The foreigners stood to the side. They were more richly dressed than any foreigners I’d seen in the city, but they carried no weapons and looked varying degrees of pissed off or bored.
“Who are they?” I asked.
“Ambassadors, military attachés, and a visiting Ankaran prince.”
“Which one’s the prince?”
That earned me a look. “The one with the wings.”
The gentry started splitting up and heading for their mounts. Gaius detached himself from the crowd and headed toward us.
“Try to remember he’s the most powerful man in the Empire,” Provus said, handing his spear off to another knight.
“Afraid I’ll embarrass you?”
He smirked. “Not intentionally.”
I offered him my spear, but he said, “Keep it. Put it in your left hand.”

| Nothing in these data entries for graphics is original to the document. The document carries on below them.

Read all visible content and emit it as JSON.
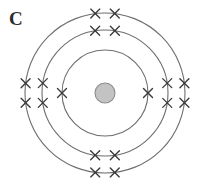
{
  "figure": {
    "label": "C",
    "type": "bohr-atomic-model-diagram",
    "background_color": "#ffffff"
  },
  "nucleus": {
    "name": "nucleus",
    "center_x": 105,
    "center_y": 93,
    "radius": 10,
    "fill_color": "#c3c3c3",
    "stroke_color": "#8c8c8c"
  },
  "shells": [
    {
      "name": "inner-shell",
      "index": 1,
      "radius": 43,
      "electron_count": 2,
      "stroke_color": "#6e6e6e"
    },
    {
      "name": "middle-shell",
      "index": 2,
      "radius": 63,
      "electron_count": 8,
      "stroke_color": "#6e6e6e"
    },
    {
      "name": "outer-shell",
      "index": 3,
      "radius": 80,
      "electron_count": 8,
      "stroke_color": "#6e6e6e"
    }
  ],
  "electron_marks": {
    "glyph": "x-cross",
    "color": "#3a3a3a",
    "size": 9,
    "total_count": 18,
    "positions": [
      {
        "shell": 1,
        "angle_deg": 180
      },
      {
        "shell": 1,
        "angle_deg": 0
      },
      {
        "shell": 2,
        "angle_deg": 99
      },
      {
        "shell": 2,
        "angle_deg": 81
      },
      {
        "shell": 2,
        "angle_deg": 189
      },
      {
        "shell": 2,
        "angle_deg": 171
      },
      {
        "shell": 2,
        "angle_deg": 9
      },
      {
        "shell": 2,
        "angle_deg": 351
      },
      {
        "shell": 2,
        "angle_deg": 279
      },
      {
        "shell": 2,
        "angle_deg": 261
      },
      {
        "shell": 3,
        "angle_deg": 97
      },
      {
        "shell": 3,
        "angle_deg": 83
      },
      {
        "shell": 3,
        "angle_deg": 187
      },
      {
        "shell": 3,
        "angle_deg": 173
      },
      {
        "shell": 3,
        "angle_deg": 7
      },
      {
        "shell": 3,
        "angle_deg": 353
      },
      {
        "shell": 3,
        "angle_deg": 277
      },
      {
        "shell": 3,
        "angle_deg": 263
      }
    ]
  }
}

Ah, yes. Symbolism. I set the butt of the spear by my left foot and wrapped my arm around it, palm facing back, point to the sky. It looked like something a ceremonial guard would do, and it would be almost impossible to use it effectively without giving the general ample time to do something about it.
The crowd parted and moved away as Gaius approached, leaving Provus and me a small island of white opposite a crescent of surprised onlookers.
“Alan.”
“General.”
“Uncle.”
“Nephew,” Gaius said, shaking first Provus’s hand, then mine. “Citizen for a day, then. How does it feel?”
“It’s an honor, General,” I said loudly, sticking my chest out.